Utah senators avoided two days of debate and quickly signed off on House Bill 213 Friday, voting along party lines to effectively end a 20-year program that allows state workers to trade accumulated sick leave for medical benefits at retirement.
The measure already has passed the House and Gov. Jon Huntsman Jr. is expected to sign it.
Wayne Bulkley, a corrections worker, said part-time lawmakers are out of touch with the needs of their employees.
"The money for [medical benefits] was a factor more than anything else," he said. Some estimates show about 300 Corrections employees could be forced to retire this year rather than lose years of medical benefits. "When you have a part-time Legislature that only lives it for a few months, they're a little bit distant from the impact the laws create."

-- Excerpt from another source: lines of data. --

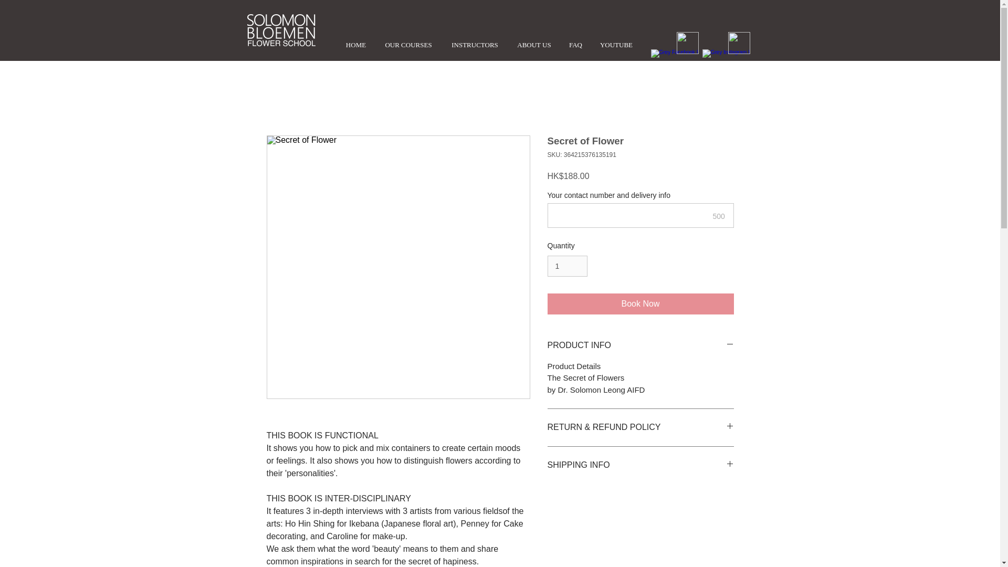 This screenshot has width=1008, height=567. Describe the element at coordinates (616, 45) in the screenshot. I see `YOUTUBE` at that location.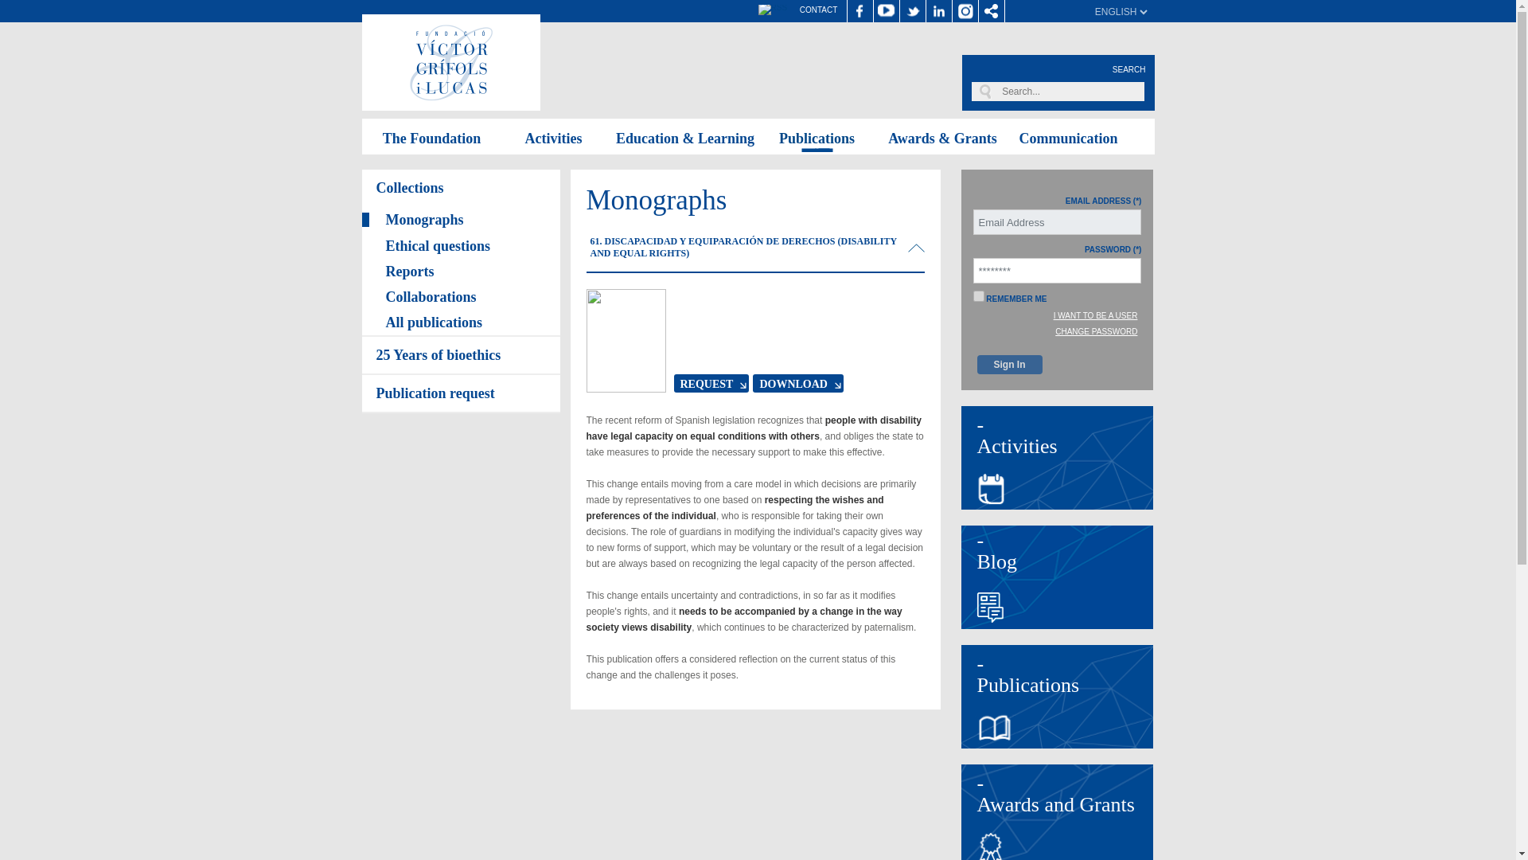 The image size is (1528, 860). What do you see at coordinates (432, 137) in the screenshot?
I see `The Foundation` at bounding box center [432, 137].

Right now, retiring state workers can trade eight hours of sick leave for one month of medical benefits. But at the beginning of next year, about 25,000 employees will be required to deposit 25 percent of the value of their "banked" sick leave in a 401(k) account. The rest could be traded for medical benefits, but at a reduced rate. The program will end entirely in 2014.
Republican lawmakers insist they have to start phasing the program out this year. New government accounting rules will force the state to list the cost of the sick leave benefit - estimated at $240 million - on state books. Supporters of the change claim the liability could endanger the state's triple-A bond rating.

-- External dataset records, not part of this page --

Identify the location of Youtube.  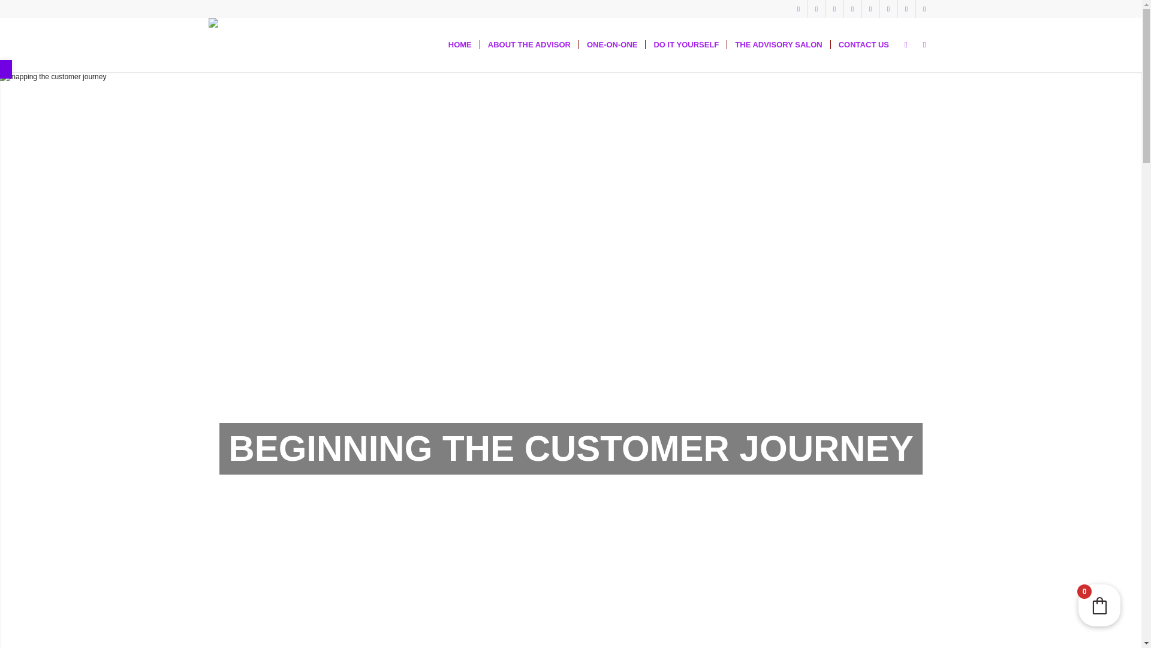
(835, 9).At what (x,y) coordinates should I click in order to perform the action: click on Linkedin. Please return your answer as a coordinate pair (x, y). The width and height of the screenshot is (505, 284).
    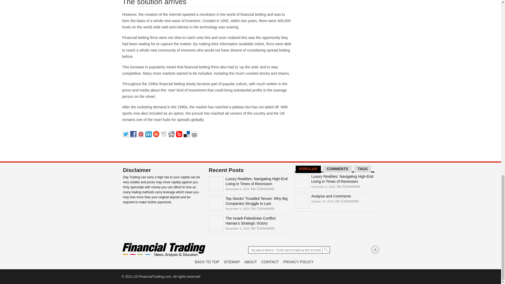
    Looking at the image, I should click on (149, 133).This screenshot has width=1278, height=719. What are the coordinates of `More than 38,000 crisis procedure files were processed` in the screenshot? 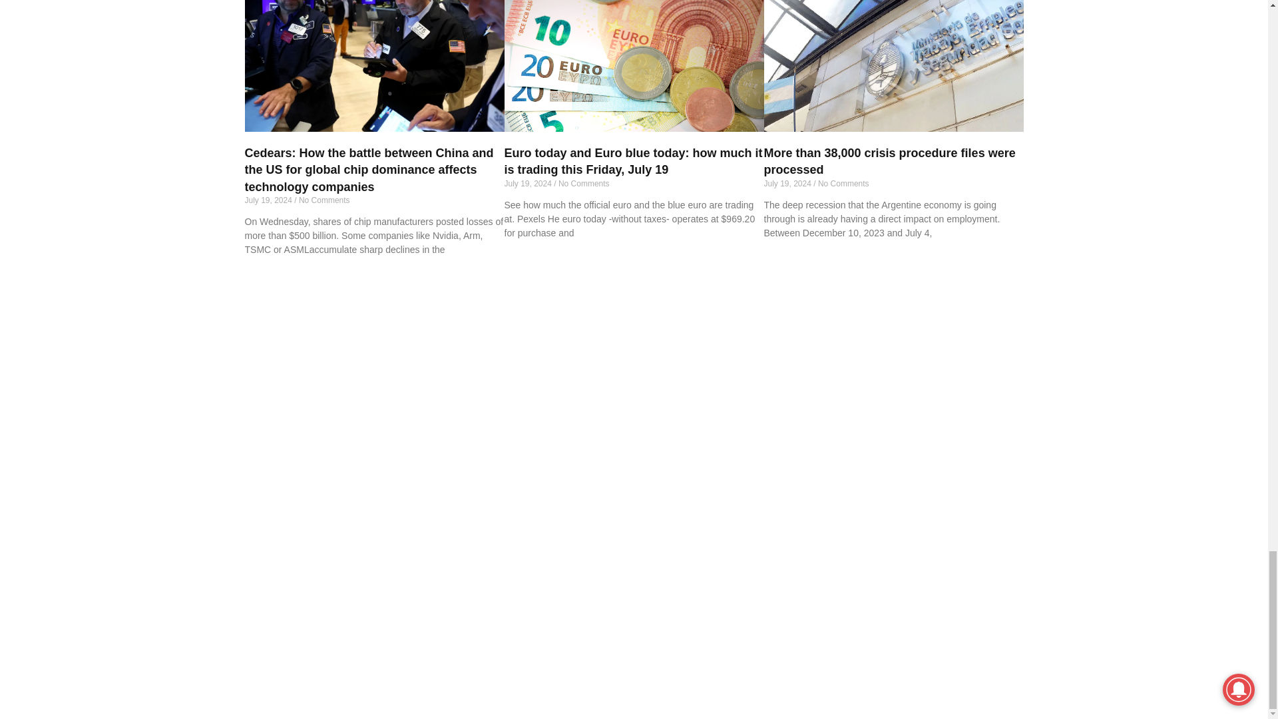 It's located at (890, 65).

"None of us like to do what we have to do," said Logan GOP Sen. Lyle Hillyard. "We are simply protecting ourselves."
Democrats have protested the bill throughout the 2005 Legislature. And Friday, they argued for more time to try to soften the impact on state workers.
"How would you all feel if you had been promised something and suddenly, the rug was pulled out from under you?" asked Murray Democratic Sen. Patrice Arent.
West Valley City Sen. Ed Mayne, called the benefit a "covenant" with state workers and tried to delay the implementation date to allow lawmakers to consider the change during one more legislative session. The amendment failed.